Ms. Gbowee will share stories and reflections from her experience as leader of the interfaith women’s peace movement that helped bring an end to the Second Liberian Civil War. She will offer insights as to how students and our communities might develop skills of global citizenship and peacemaking as we confront cultures of violence in the US and around the world.

The event also serves as the Opening Ceremony of the first New England Interfaith Student Summit; as an offering of the University Scholars Program annual Scholars’ Seminars, the International Student and Scholar Institute’s annual Carnivale series, and the John D. O’Bryant African American Institute’s Black History Month observances.

The Thursday keynote is free and open to the public, but is ticketed. Tickets must be reserved at http://neu.universitytickets.com/user_pages/event.aspx?id=1833&cid=155&p=1. Please note that seating in Blackman Auditorium is available on a first come, first serve basis. Additional seating will be available in the Curry Indoor Quad, where the event will be live streamed.

Thursday’s keynote also serves as the opening of the first New England Interfaith Student Summit (NEISS) on Friday, Feb. 12, designed for college, graduate and high students, and for chaplains and student life professional staff who serve them.
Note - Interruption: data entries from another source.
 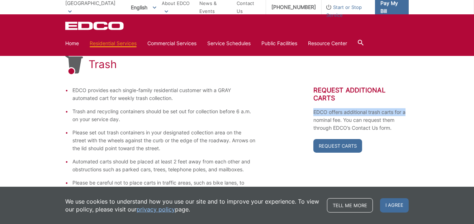 What do you see at coordinates (361, 94) in the screenshot?
I see `h2: Request Additional Carts` at bounding box center [361, 94].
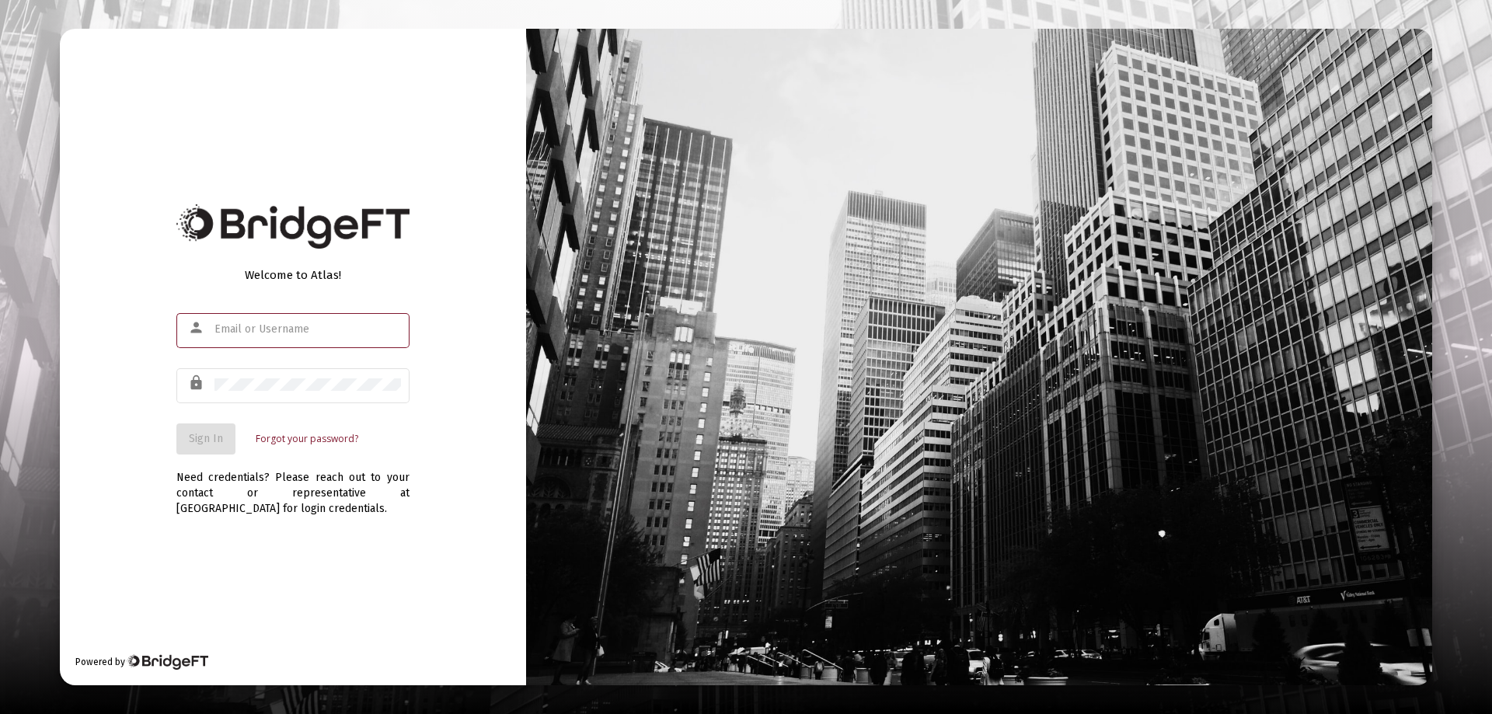  I want to click on mat-icon: person, so click(197, 328).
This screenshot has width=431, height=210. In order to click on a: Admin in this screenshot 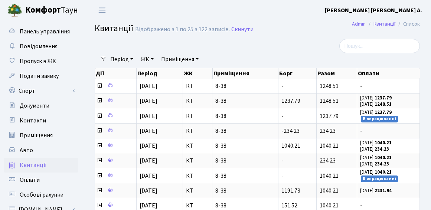, I will do `click(359, 24)`.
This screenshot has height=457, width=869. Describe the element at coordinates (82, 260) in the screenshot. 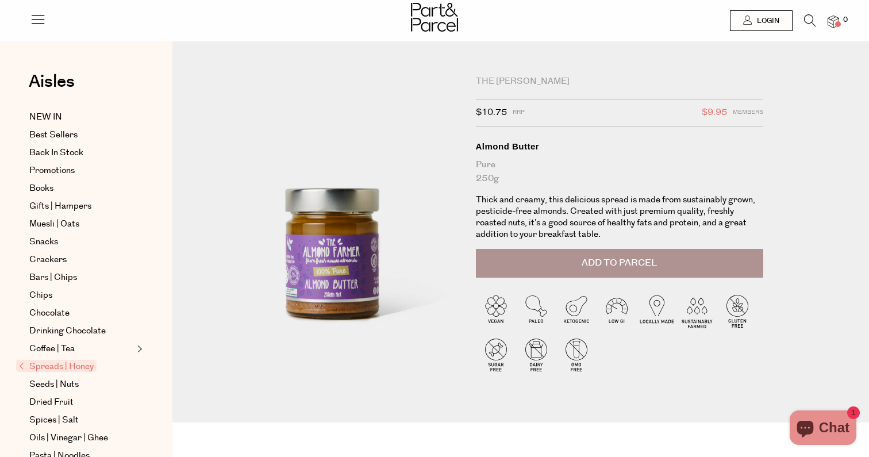

I see `a: Crackers` at that location.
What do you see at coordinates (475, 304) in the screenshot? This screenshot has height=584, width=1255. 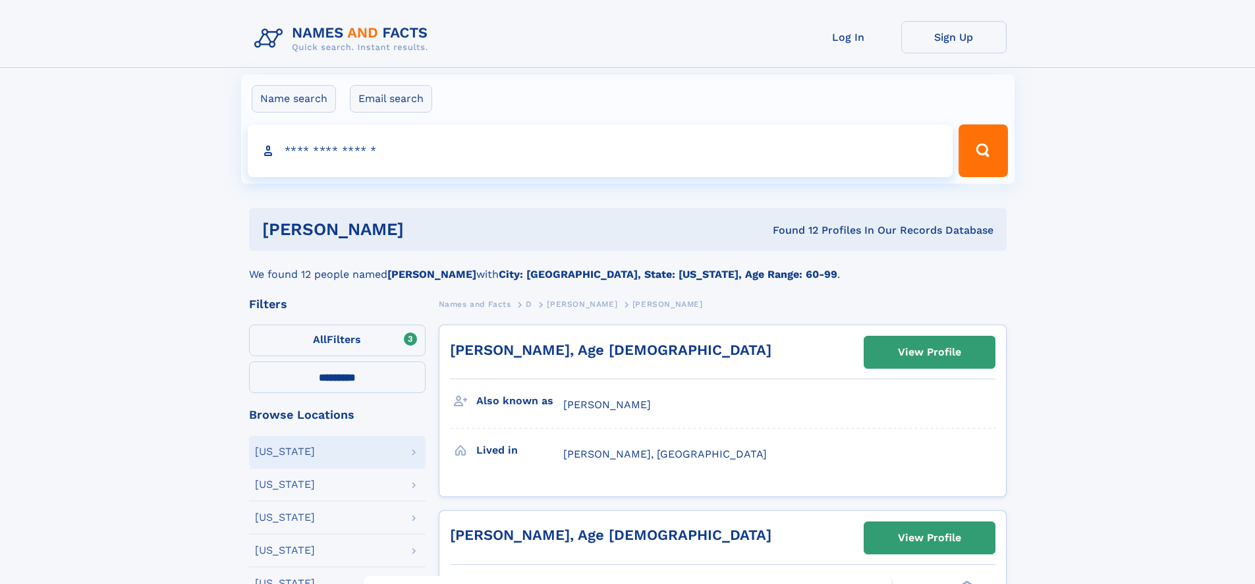 I see `a: Names and Facts` at bounding box center [475, 304].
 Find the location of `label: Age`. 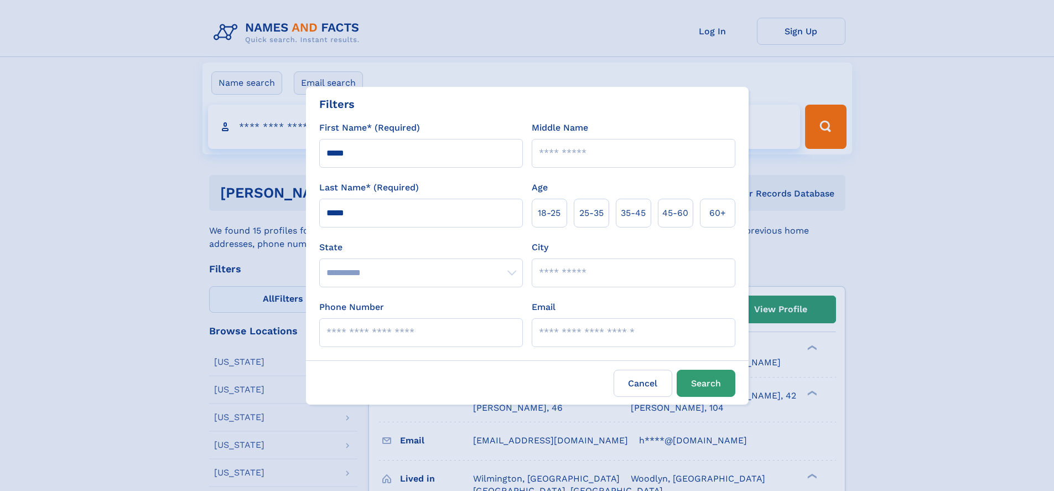

label: Age is located at coordinates (539, 188).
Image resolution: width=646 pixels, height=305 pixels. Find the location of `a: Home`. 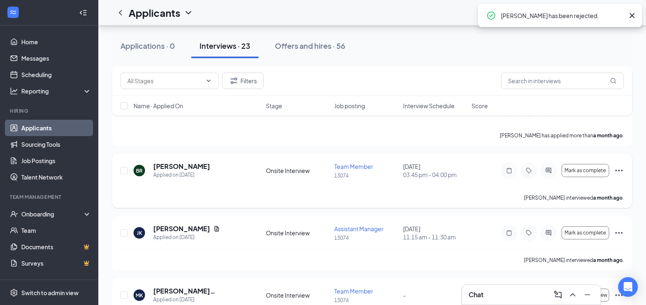

a: Home is located at coordinates (56, 42).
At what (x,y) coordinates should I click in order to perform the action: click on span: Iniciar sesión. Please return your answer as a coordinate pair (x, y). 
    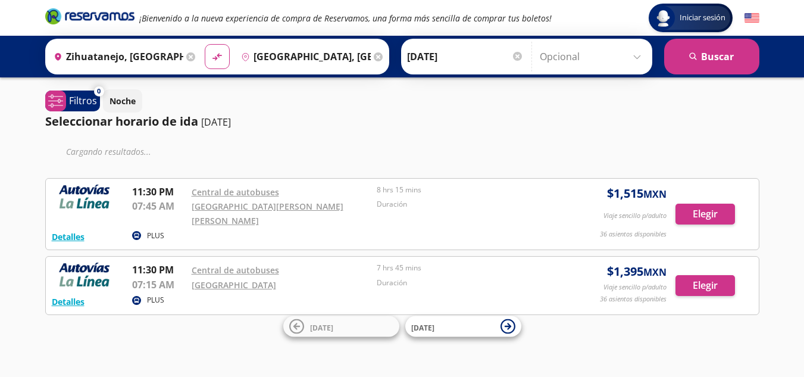
    Looking at the image, I should click on (703, 18).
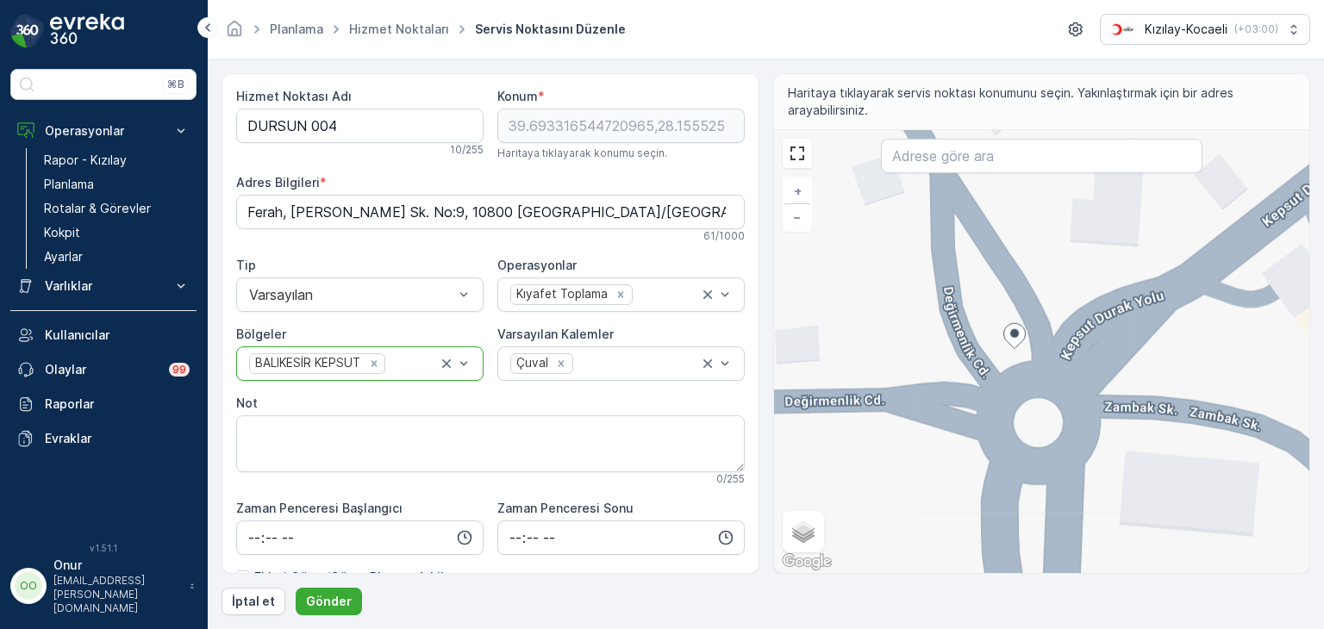 The height and width of the screenshot is (629, 1324). Describe the element at coordinates (116, 160) in the screenshot. I see `a: Rapor - Kızılay` at that location.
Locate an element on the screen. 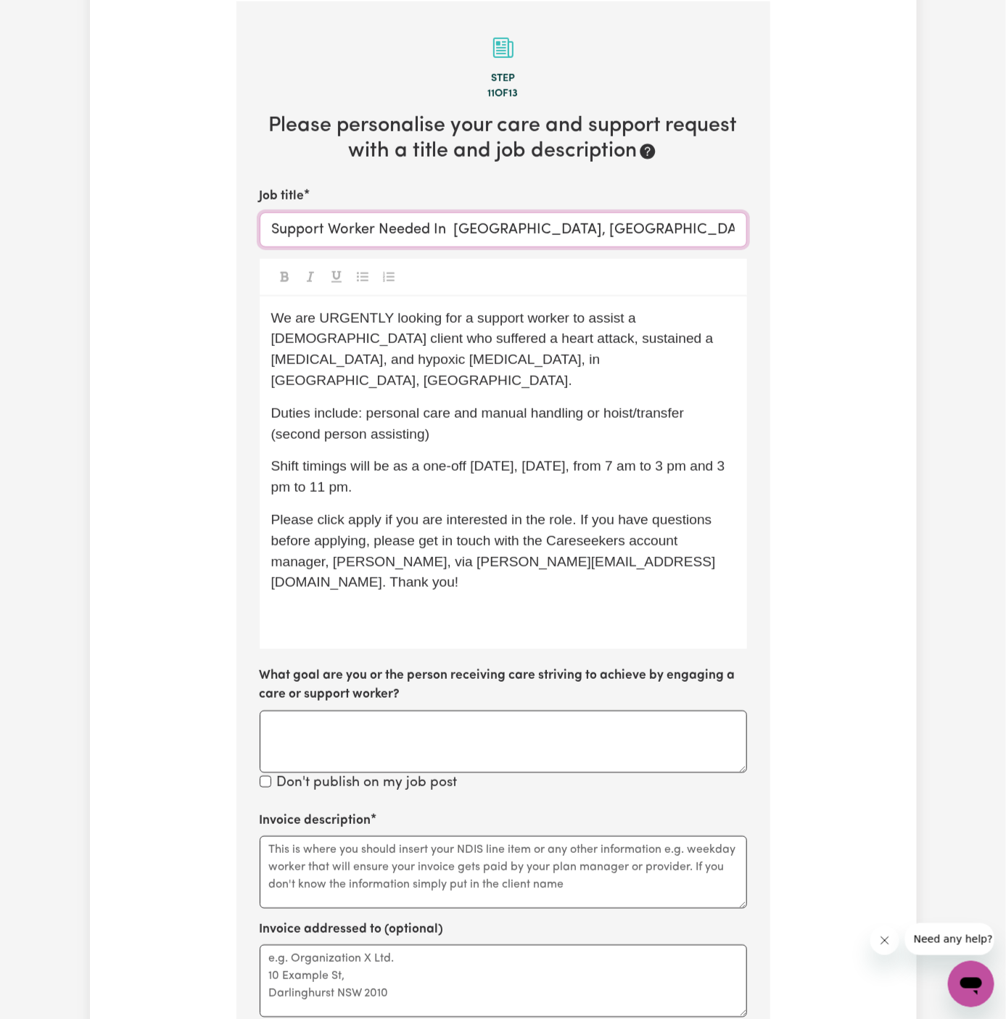 This screenshot has height=1019, width=1006. label: Invoice description is located at coordinates (315, 821).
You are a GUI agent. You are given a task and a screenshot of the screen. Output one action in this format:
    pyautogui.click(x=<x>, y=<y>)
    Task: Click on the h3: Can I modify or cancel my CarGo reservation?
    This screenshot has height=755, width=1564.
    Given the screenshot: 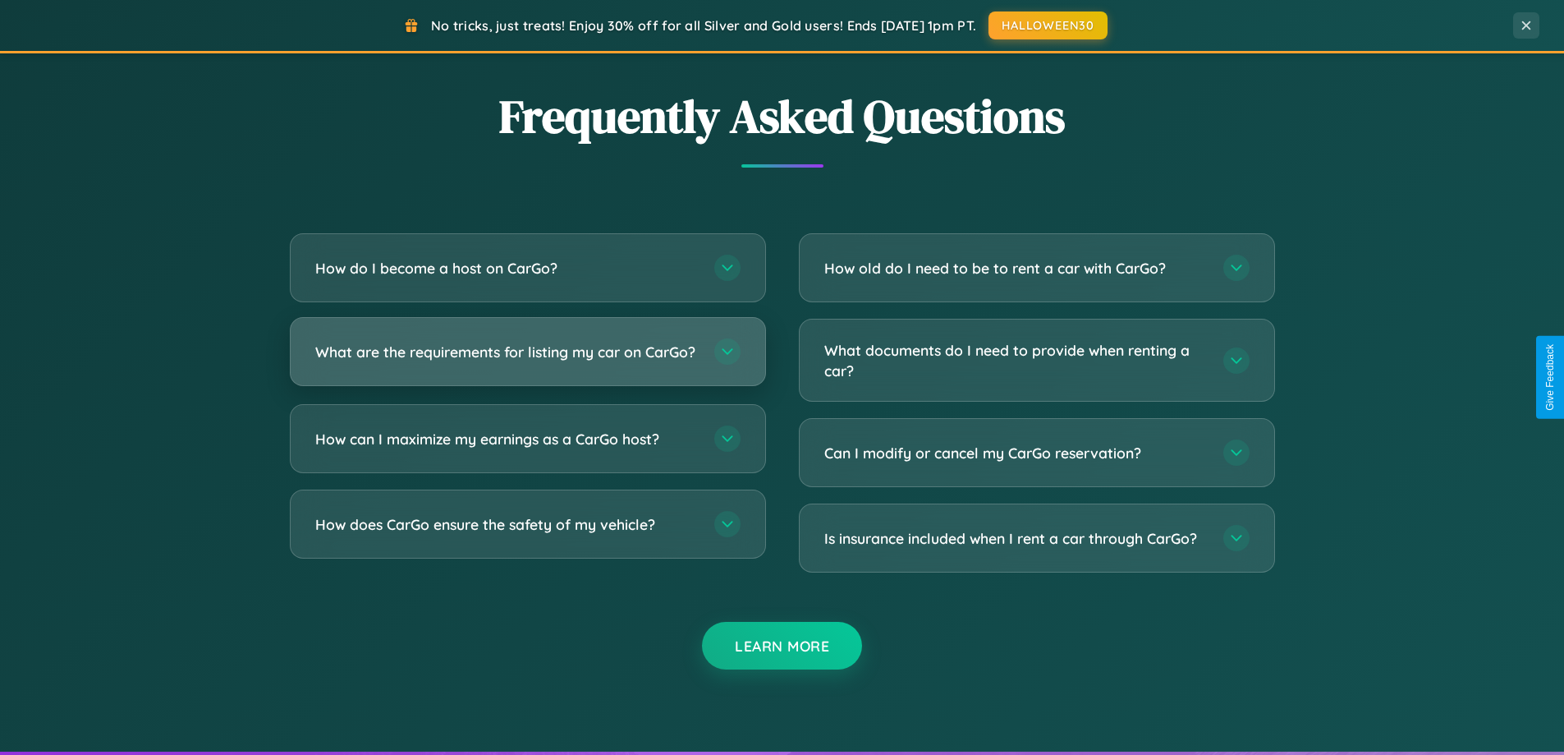 What is the action you would take?
    pyautogui.click(x=1016, y=452)
    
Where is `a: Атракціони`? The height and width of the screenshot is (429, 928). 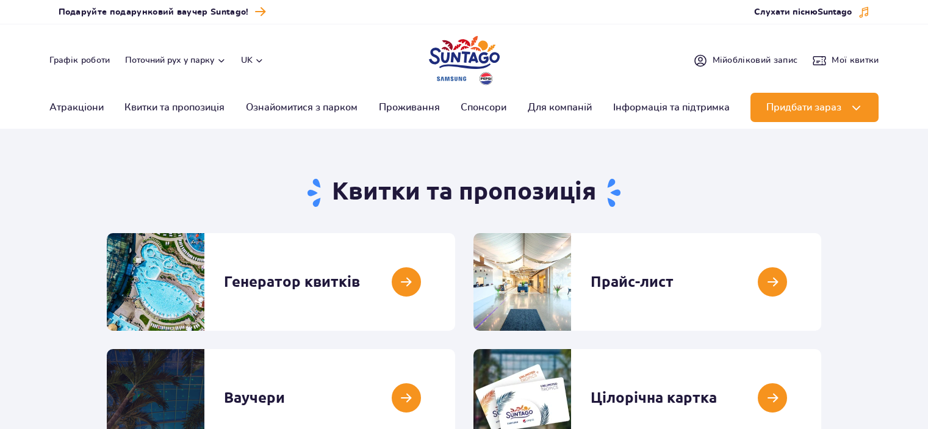 a: Атракціони is located at coordinates (76, 107).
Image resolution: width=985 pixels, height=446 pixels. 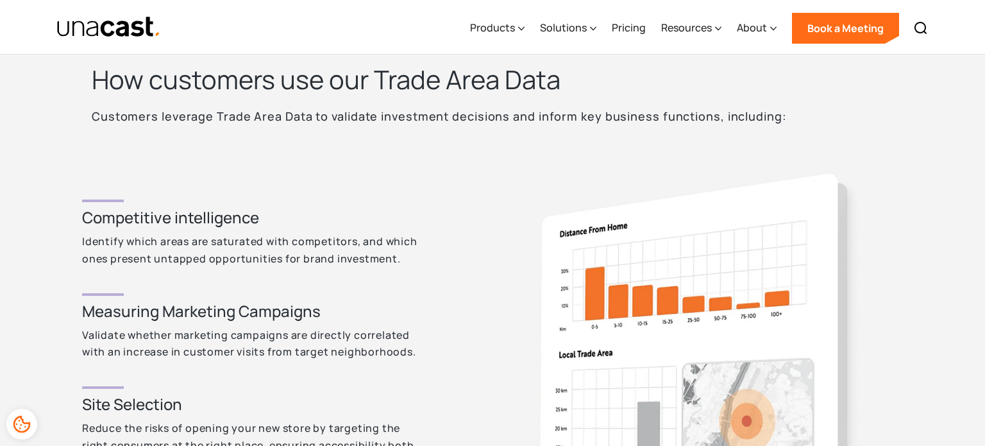 I want to click on p: Validate whether marketing campaigns are directly correlated with an increase in customer visits ..., so click(x=249, y=343).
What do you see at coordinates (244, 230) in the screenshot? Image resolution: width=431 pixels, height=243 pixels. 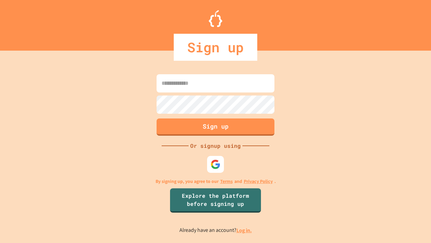 I see `a: Log in.` at bounding box center [244, 230].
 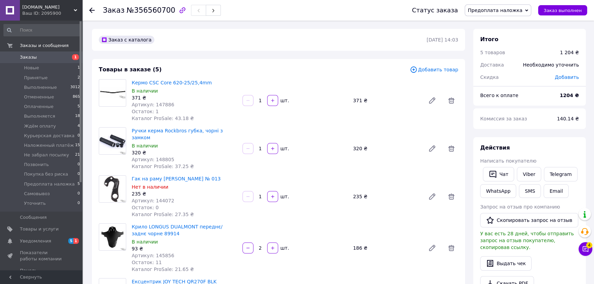 I want to click on span: Отмененные, so click(x=39, y=97).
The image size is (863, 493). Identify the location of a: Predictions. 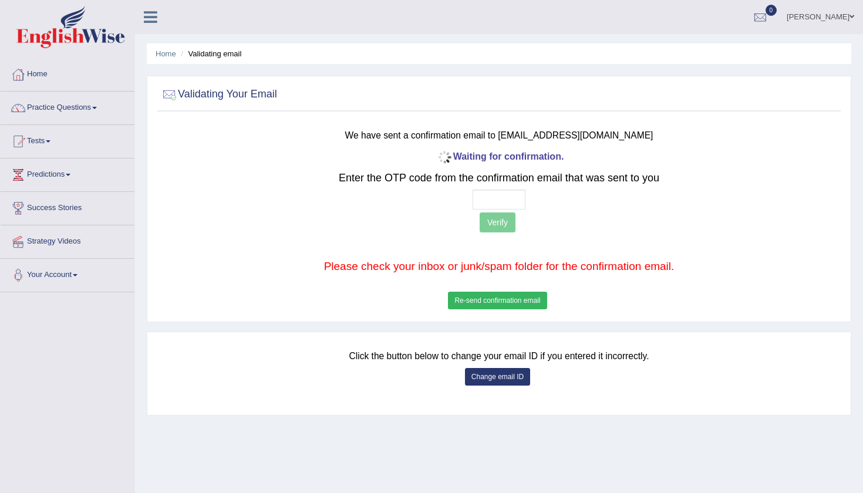
(68, 173).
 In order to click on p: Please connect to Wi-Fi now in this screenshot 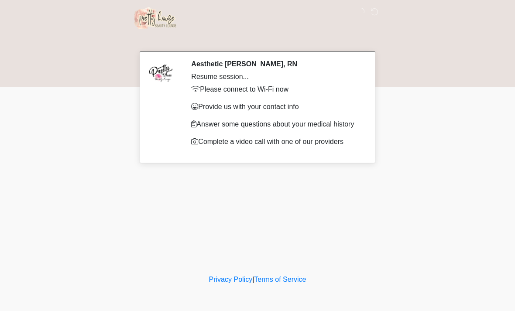, I will do `click(275, 89)`.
Separate registration for NEISS can be found here https://www.eventbrite.com/e/new-england-interfaith-student-summit-tickets-20036725385. Register early, as spaces fill quickly!

Sponsored by the Northeastern University Center for Spirituality, Dialogue and Service; the Division of Student Affairs; the College of Social Sciences and Humanities; the Northeastern Humanities Center; the University Scholars Program; the Office of Institutional Diversity and Inclusion; the International Student and Scholar Institute; the John D. O’Bryant African American Institute; and the Social Justice Resource Center.